Exploring Student Minds: A New Way to Spot Depression, Anxiety and Stress
BangladeshFri May 22 2026
Researchers looked at the mental health of 424 Bangladeshi university students who answered an online survey in July 2024, a time of social and political tension. They found that many students reported strong symptoms: two‑thirds felt depressed, over seventy percent were anxious and more than half experienced stress. Almost half of the participants said they had all three problems at once.
To make sense of these numbers, the team used machine learning. They tested eight different models by repeatedly splitting the data into training and testing sets. Support‑vector machines worked best for predicting depression and stress, while a tree‑based model called XGBoost was more accurate for anxiety.
The researchers didn’t just let the models run blindly. They applied tools that explain why a model made a certain prediction, like SHAP and LIME. These explanations showed that trouble sleeping, feeling mentally tired, and noticing personal behavior changes were common reasons the models flagged a student as at risk. For anxiety, the model paid more attention to what students studied and how much they used the internet. Gender and the type of university mattered more for depression predictions.
The study is not meant to replace doctors or give exact numbers about how many students suffer from mental illness. Instead, it shows that explainable machine learning can help researchers see patterns in student data and decide where to focus future studies. The results are specific to this group of students and should not be taken as evidence for the whole student population.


WHAT YOU HAVE TO DO: This task calls for copying every line of the records that includes the word "output".

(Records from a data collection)
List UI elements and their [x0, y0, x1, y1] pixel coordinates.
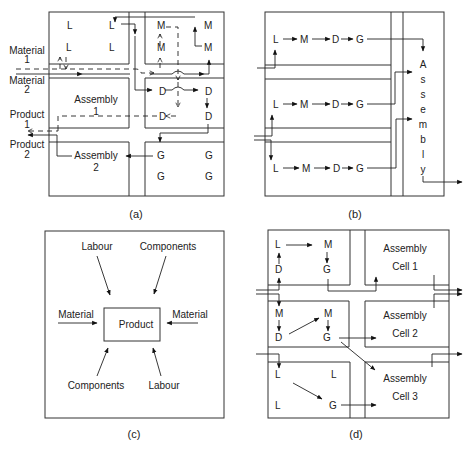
- figure-canvas: L L L L M M M M D D D D G G G G Assembly…: [0, 0, 476, 452]
- material-2-cross: [150, 71, 204, 74]
- row1-G: G: [356, 34, 364, 45]
- caption-c: (c): [128, 428, 141, 440]
- material-2-number: 2: [24, 84, 30, 95]
- assembly-cell-1-number: Cell 1: [392, 261, 418, 272]
- d-cell1-L: L: [275, 239, 281, 250]
- components-bottom-label: Components: [68, 380, 125, 391]
- assembly-3-output: [432, 354, 462, 367]
- product-1-flow: [58, 116, 157, 128]
- cell-a-M-1: M: [157, 20, 165, 31]
- d-cell2-G: G: [323, 332, 331, 343]
- d-cell3-L3: L: [275, 400, 281, 411]
- cell-a-D-3: D: [159, 111, 166, 122]
- panel-b: L M D G L M D G L M D G A s s e: [254, 12, 462, 220]
- labour-bottom-label: Labour: [148, 380, 180, 391]
- cell-a-M-2: M: [204, 20, 212, 31]
- assembly-letter: A: [420, 59, 427, 70]
- l-to-aisle-solid: [121, 24, 135, 34]
- d-cell1-M: M: [324, 239, 332, 250]
- assembly-letter: m: [419, 119, 427, 130]
- cell-a-G-2: G: [205, 150, 213, 161]
- row3-G: G: [356, 163, 364, 174]
- labour-bottom-arrow: [153, 348, 161, 376]
- assembly-letter: b: [420, 134, 426, 145]
- row1-to-assembly: [367, 39, 423, 51]
- d-cell1-D: D: [275, 264, 282, 275]
- cell-a-G-1: G: [157, 150, 165, 161]
- cell-a-L-2: L: [109, 20, 115, 31]
- assembly-1-number: 1: [93, 106, 99, 117]
- assembly-cell-3-number: Cell 3: [392, 391, 418, 402]
- assembly-letter: y: [421, 164, 426, 175]
- cell-a-G-4: G: [205, 171, 213, 182]
- material-left-label: Material: [58, 309, 94, 320]
- d-cell1-to-assembly1: [328, 277, 376, 291]
- components-bottom-arrow: [97, 348, 108, 376]
- caption-a: (a): [129, 208, 142, 220]
- row3-L: L: [273, 163, 279, 174]
- assembly-letter: e: [420, 104, 426, 115]
- m-up-flow: [195, 27, 202, 46]
- row2-D: D: [332, 99, 339, 110]
- assembly-cell-2-number: Cell 2: [392, 328, 418, 339]
- assembly-1-output: [434, 275, 462, 290]
- assembly-2-label: Assembly: [74, 150, 117, 161]
- cell-a-M-3: M: [157, 42, 165, 53]
- to-d-solid: [135, 36, 152, 90]
- labour-top-label: Labour: [81, 241, 113, 252]
- caption-d: (d): [349, 428, 362, 440]
- assembly-cell-1-label: Assembly: [383, 243, 426, 254]
- row3-input: [254, 140, 271, 160]
- d-cell3-L2: L: [331, 369, 337, 380]
- row2-L: L: [273, 99, 279, 110]
- cell-a-D-1: D: [159, 86, 166, 97]
- d-cell2-D: D: [275, 332, 282, 343]
- cell-a-L-3: L: [66, 42, 72, 53]
- row2-to-assembly: [367, 72, 412, 104]
- top-return-flow: [115, 17, 195, 22]
- row3-D: D: [333, 163, 340, 174]
- components-top-label: Components: [140, 241, 197, 252]
- row3-M: M: [302, 163, 310, 174]
- material-1-number: 1: [24, 54, 30, 65]
- assembly-output: [423, 176, 462, 182]
- d-cell2-M2: M: [324, 308, 332, 319]
- labour-top-arrow: [97, 256, 110, 295]
- d-cell2-to-assembly3: [341, 342, 375, 370]
- d-cell2-M1: M: [275, 308, 283, 319]
- row1-L: L: [273, 34, 279, 45]
- m-to-d-flow: [166, 27, 178, 80]
- row2-input: [254, 115, 272, 136]
- cell-a-M-4: M: [204, 42, 212, 53]
- d-cell1-G: G: [323, 264, 331, 275]
- material-2-to-M: [204, 60, 209, 74]
- d-cell3-G: G: [329, 400, 337, 411]
- row1-D: D: [332, 34, 339, 45]
- components-top-arrow: [154, 256, 166, 294]
- row1-M: M: [300, 34, 308, 45]
- assembly-2-number: 2: [93, 162, 99, 173]
- assembly-vertical-label: A s s e m b l y: [419, 59, 427, 175]
- assembly-letter: s: [421, 74, 426, 85]
- d-cell3-L1: L: [275, 369, 281, 380]
- product-1-number: 1: [24, 119, 30, 130]
- cell-a-D-4: D: [205, 111, 212, 122]
- material-1-flow: [16, 69, 154, 73]
- material-right-label: Material: [172, 309, 208, 320]
- panel-c: Product Labour Components Material Mater…: [45, 231, 224, 440]
- assembly-cell-2-label: Assembly: [383, 310, 426, 321]
- d-to-g-solid: [160, 124, 208, 142]
- assembly-1-label: Assembly: [74, 94, 117, 105]
- cell-a-L-4: L: [109, 42, 115, 53]
- d-to-d-solid: [165, 87, 198, 90]
- panel-a: L L L L M M M M D D D D G G G G Assembly…: [9, 12, 224, 220]
- panel-d: L M D G M M D G L L L G Assembly Cell 1 …: [256, 230, 462, 440]
- product-label: Product: [119, 319, 154, 330]
- row2-M: M: [300, 99, 308, 110]
- caption-b: (b): [348, 208, 361, 220]
- cell-a-G-3: G: [157, 171, 165, 182]
- cell-a-L-1: L: [67, 20, 73, 31]
- panel-d-frame: [268, 230, 449, 418]
- row3-to-assembly: [367, 119, 412, 168]
- row2-G: G: [356, 99, 364, 110]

WRITTEN RESPONSE:
- assembly-3-output: [432, 354, 462, 367]
- assembly-1-output: [434, 275, 462, 290]
- assembly-output: [423, 176, 462, 182]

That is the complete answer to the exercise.